Climate policy should be based on empirical evidence, not computer models

Climate predictions are speculation about the future backed not by real-world data but by mathematical models. No wonder they wildly over-predict warming

By Kenneth P. Green, Fraser Institute, 2023

Much of our understanding of anthropogenic climate change, and much of the debate over climate science and climate policy, is based on mathematical computer modeling. Rarely, if ever, do we see much discussion of empirical measurements of climate change; global average temperature and sea level are rare exceptions.

But empirical measurements of climate-policy impacts, empirical measurements of changes that might or might not validate the modeled climate projections, or empirical measurement of meteorological (weather) changes, are scarce to non-existent in most media.

Information from models dominates nearly every element of the discussion about the climate:

  • modeling of how the climate works
  • modeling of what human activities influence the global climate
  • modeling of how human activities might influence the local climate
  • modeling of how climate changes manifest as weather or meteorological changes
  • modeling of how those activities might change over time
  • modeling of how public policies involving greenhouse-gas controls might mitigate climate change
  • modeling of how people might respond to climate policies behaviourally (economically), and so on.

At the same time, many of the assumptions that shape these models are simply speculation about the future put to numbers. Modellers create scenarios and story-lines of future societal development, estimate greenhouse-gas emissions from those scenarios and story-lines, and plug those values into mathematical climate models that predict future warming and the harms of that warming.

Climate policy should be based on same rules of empirical evidence as courts of law

For those who believe that public policy should be based on the same calibre of evidence one might demand in a court of law to determine guilt or innocence of a crime, the almost complete reliance on model outputs is problematic. Why? Because the model outputs are not, in fact, empirical evidence of anything concrete in the physical world.

The outputs of computer models speculate on how things might be, rather than how things actually are. It is a critical distinction between science and not-science, evidence and not-evidence.

Public policy should be based on the same calibre of evidence one might demand in a court of law to determine guilt or innocence of a crime. Instead, the model outputs are not, in fact, empirical evidence of anything concrete in the physical world.

And in fact, computer model outputs are often at odds with actual, empirically measured reality. This study examines only two such divergences within the broader subject of climate-change science and policy: the divergence between modeled estimates of the sensitivity of earth’s atmosphere to greenhouse-gas enrichment, and the disagreement between modeled predictions and actual rates of greenhouse-gas enhancement.

As the study shows, the tendency of speculative mathematical climate models has been to over-estimate how sensitive the earth’s atmosphere is to enrichment with greenhouse gases, when compared to estimates based on measurement of actual temperatures and greenhouse-gas enrichment. To put it simply, they over-predict atmospheric warming, and the derivative consequences that would flow from such warming.

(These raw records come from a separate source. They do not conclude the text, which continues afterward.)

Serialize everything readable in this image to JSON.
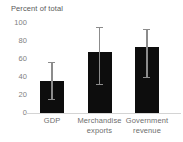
{
  "chart_data": {
    "type": "bar",
    "title": "Percent of total",
    "xlabel": "",
    "ylabel": "",
    "ylim": [
      0,
      100
    ],
    "yticks": [
      0,
      20,
      40,
      60,
      80,
      100
    ],
    "grid": false,
    "legend": false,
    "bar_color": "#0d0d0d",
    "error_color": "#8c8c8c",
    "axis_color": "#d4d4d4",
    "categories": [
      "GDP",
      "Merchandise exports",
      "Government revenue"
    ],
    "category_lines": [
      [
        "GDP"
      ],
      [
        "Merchandise",
        "exports"
      ],
      [
        "Government",
        "revenue"
      ]
    ],
    "values": [
      36,
      68,
      73
    ],
    "error_low": [
      14,
      31,
      39
    ],
    "error_high": [
      57,
      96,
      93
    ],
    "series": [
      {
        "name": "Percent of total",
        "values": [
          36,
          68,
          73
        ]
      }
    ]
  }
}
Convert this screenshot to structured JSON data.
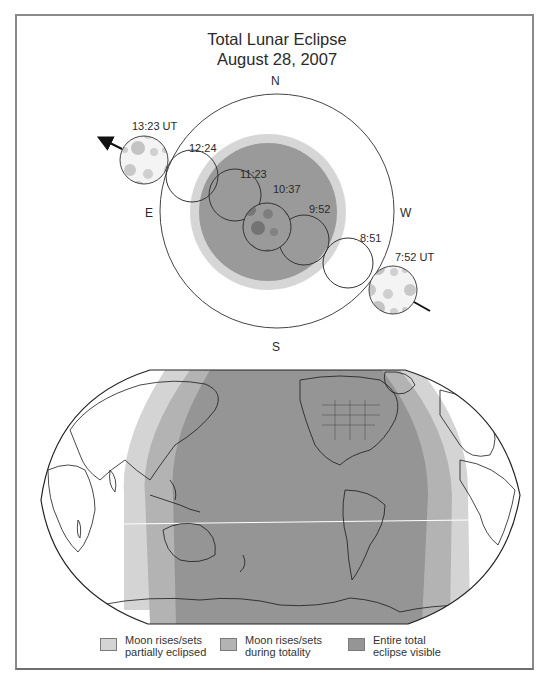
{
  "title": {
    "line1": "Total Lunar Eclipse",
    "line2": "August 28, 2007"
  },
  "compass": {
    "north": "N",
    "south": "S",
    "east": "E",
    "west": "W"
  },
  "moon_positions": [
    {
      "time": "7:52 UT",
      "phase": "start",
      "shaded": "moon-image"
    },
    {
      "time": "8:51",
      "phase": "penumbral-to-partial",
      "shaded": "none"
    },
    {
      "time": "9:52",
      "phase": "total-begins",
      "shaded": "umbra"
    },
    {
      "time": "10:37",
      "phase": "greatest-eclipse",
      "shaded": "moon-image-dark"
    },
    {
      "time": "11:23",
      "phase": "total-ends",
      "shaded": "umbra"
    },
    {
      "time": "12:24",
      "phase": "partial-ends",
      "shaded": "none"
    },
    {
      "time": "13:23 UT",
      "phase": "end",
      "shaded": "moon-image"
    }
  ],
  "colors": {
    "partial": "#d4d4d4",
    "totality_rise_set": "#b3b3b3",
    "entire_total": "#959595",
    "umbra": "#9a9a9a",
    "penumbra": "#d6d6d6",
    "outline": "#333333"
  },
  "legend": [
    {
      "line1": "Moon rises/sets",
      "line2": "partially eclipsed",
      "color": "#d4d4d4"
    },
    {
      "line1": "Moon rises/sets",
      "line2": "during totality",
      "color": "#b3b3b3"
    },
    {
      "line1": "Entire total",
      "line2": "eclipse visible",
      "color": "#959595"
    }
  ]
}
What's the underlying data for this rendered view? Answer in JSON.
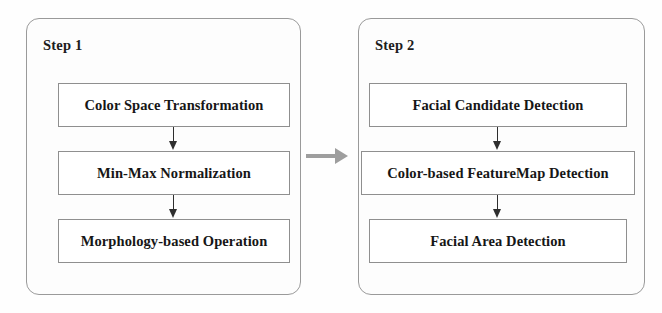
{
  "diagram": {
    "background_color": "#fefefe",
    "box_border_color": "#8f8f8f",
    "panel_border_color": "#9a9a9a",
    "arrow_color": "#2e2e2e",
    "connector_arrow_color": "#9e9e9e",
    "panels": [
      {
        "id": "step1",
        "title": "Step 1",
        "boxes": [
          {
            "id": "color-space-transformation",
            "label": "Color Space Transformation"
          },
          {
            "id": "min-max-normalization",
            "label": "Min-Max Normalization"
          },
          {
            "id": "morphology-based-operation",
            "label": "Morphology-based Operation"
          }
        ]
      },
      {
        "id": "step2",
        "title": "Step 2",
        "boxes": [
          {
            "id": "facial-candidate-detection",
            "label": "Facial Candidate Detection"
          },
          {
            "id": "color-based-featuremap-detection",
            "label": "Color-based FeatureMap Detection"
          },
          {
            "id": "facial-area-detection",
            "label": "Facial Area Detection"
          }
        ]
      }
    ],
    "connector": {
      "from": "step1",
      "to": "step2",
      "icon": "right-arrow-icon"
    }
  }
}
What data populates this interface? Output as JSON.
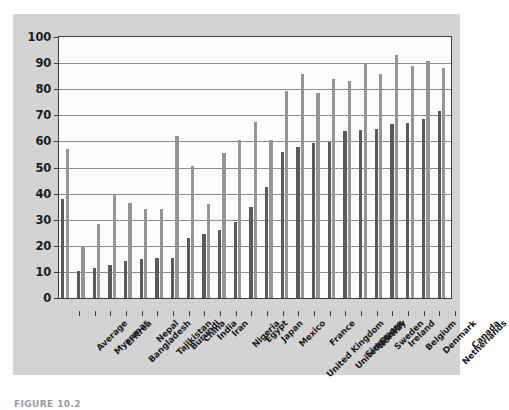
{
  "chart_data": {
    "type": "bar",
    "title": "",
    "xlabel": "",
    "ylabel": "",
    "ylim": [
      0,
      100
    ],
    "yticks": [
      0,
      10,
      20,
      30,
      40,
      50,
      60,
      70,
      80,
      90,
      100
    ],
    "grid": true,
    "legend": "none",
    "orientation": "vertical",
    "grouping": "grouped",
    "categories": [
      "Average",
      "Myanmar",
      "Eritrea",
      "Bangladesh",
      "Nepal",
      "Tajikistan",
      "Burundi",
      "China",
      "India",
      "Iran",
      "Nigeria",
      "Egypt",
      "Japan",
      "Mexico",
      "United Kingdom",
      "France",
      "United States",
      "Singapore",
      "Norway",
      "Sweden",
      "Ireland",
      "Belgium",
      "Denmark",
      "Netherlands",
      "Canada"
    ],
    "series": [
      {
        "name": "series-1",
        "color": "#5a5a5a",
        "values": [
          38.0,
          10.5,
          11.5,
          12.5,
          14.0,
          15.0,
          15.2,
          15.5,
          23.0,
          24.5,
          26.0,
          29.0,
          35.0,
          42.5,
          56.0,
          58.0,
          59.5,
          59.8,
          64.0,
          64.5,
          64.8,
          66.5,
          67.0,
          68.5,
          71.5
        ]
      },
      {
        "name": "series-2",
        "color": "#959595",
        "values": [
          57.0,
          20.0,
          28.5,
          39.5,
          36.5,
          34.0,
          34.0,
          62.0,
          50.5,
          36.0,
          55.5,
          60.5,
          67.5,
          60.5,
          79.5,
          86.0,
          78.5,
          84.0,
          83.0,
          89.5,
          86.0,
          93.0,
          89.0,
          91.0,
          88.0
        ]
      }
    ]
  },
  "caption": {
    "text": "FIGURE 10.2"
  },
  "colors": {
    "panel_background": "#d3d3d3",
    "plot_background": "#fdfdfd",
    "axis": "#3c3c3c",
    "gridline": "#8c8c8c",
    "series_1": "#5a5a5a",
    "series_2": "#959595"
  }
}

In addition, models used to predict the enrichment of the atmosphere with greenhouse gases have also been more extreme than reality has demonstrated. Combined, these two modeled parameters, the sensitivity of the climate and how much greenhouse gas would be emitted in the future, have generated the scenarios of extreme climate change that have dominated the discussion for the last 20 years.

Models run ‘too hot’ in predicting climate

The policy implications of the mismatch between model-based and measurement-based estimates of climate warming are fairly obvious.

When compared with measurement-based estimates of climate sensitivity, model-based estimates appear to be running “too hot” and, as a consequence, policies to mitigate such changes are themselves likely running “too hot” and overly aggressive. Measurement-based estimates suggest an atmosphere less sensitive to greenhouse-gas enrichment than the models.

This would, in turn, suggest that less-aggressive efforts to mitigate greenhouse-gas emissions, perhaps also with longer time-horizons, should be enough to protect the world from possible climate change.